What you can do is legitimate marketing — and a CRM helps you document that it was legitimate. Bona fide co-marketing where each party pays its fair share of actual costs, educational CE classes, normal-and-customary promotional items, and general advertising are permissible when structured correctly. The value of a good CRM here is the audit trail: it records what marketing activity occurred, what it cost, and that spend wasn't tied to a count of referrals received. Use the CRM to evidence compliant marketing, never to track "owed" referrals. None of these tools makes you compliant on their own — that's a policy and legal matter — but clean, honest records are your friend if a regulator ever asks. When in doubt, run programs past compliance counsel.

When this category is the right call

A general relationship CRM is the right tool when your growth depends on a finite, named set of referral sources you can systematically cultivate — which is exactly the title-company model. If you're trying to manage hundreds of agent relationships across multiple branches with a handful of marketing reps, and you keep losing track of who's gone quiet, this is the category for you. It's the wrong call if what you actually need is order entry, escrow trust accounting, or closing-document production — that's title production software, and no CRM on this list does it. The sweet spot is a CRM that complements production, not one that pretends to replace it.

Pricing snapshot

Realistic 2026 list pricing, billed annually:

  • HubSpot — Sales Hub Starter around $20/seat/mo; add Marketing Starter for email and automation. The free CRM is genuinely usable to start.
  • Pipedrive — Essential around $14/seat/mo; Advanced (better automation and email sync) is a common landing spot for BD teams.
  • Zoho CRM — Standard around $14/seat/mo; Professional unlocks more automation and is still very affordable across many branches.
  • Keap — from roughly $249/mo for a bundled plan including contacts and users; priced as a marketing-automation platform, not per cheap seat.
  • monday.com — CRM seats roughly $12–28/seat/mo depending on tier (Basic to Pro), with a 3-seat minimum on most plans.

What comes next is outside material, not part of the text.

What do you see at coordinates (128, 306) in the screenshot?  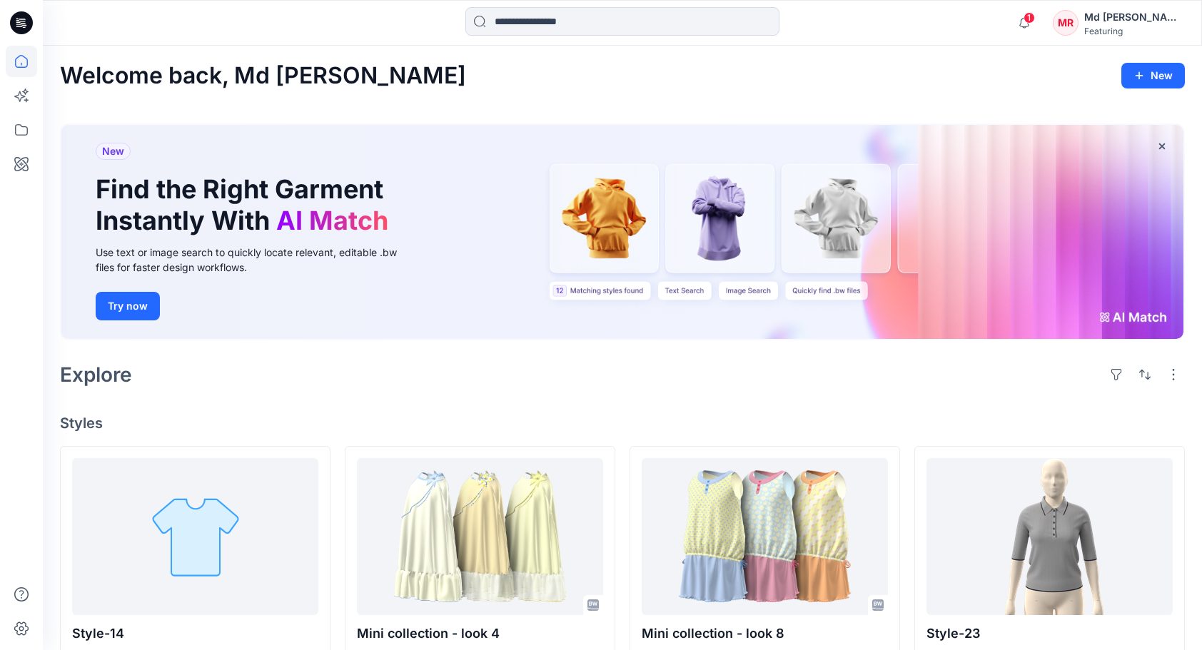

Treat these as starting points — pricing tiers and seat minimums shift, and most vendors discount for annual or multi-seat commitments.

Trial advice

Don't evaluate on demo data. Load one branch's real referral book — your top 30 agents and LOs — and have an actual marketing rep run it for two weeks in the field. The questions that matter: Can the rep log a visit from their phone in under 30 seconds? Does the system nudge them when a top producer hasn't been touched in three weeks? Can a branch manager see order volume by referral source at a glance? Can you produce a clean record of marketing activity and spend per source for compliance? If a tool nails the field-logging and the referral-production reporting, it'll earn its keep; if those feel like afterthoughts bolted onto a generic sales pipeline, keep looking. Start with the free or lowest tier, prove the workflow with one office, then roll out across branches once your reps actually like using it.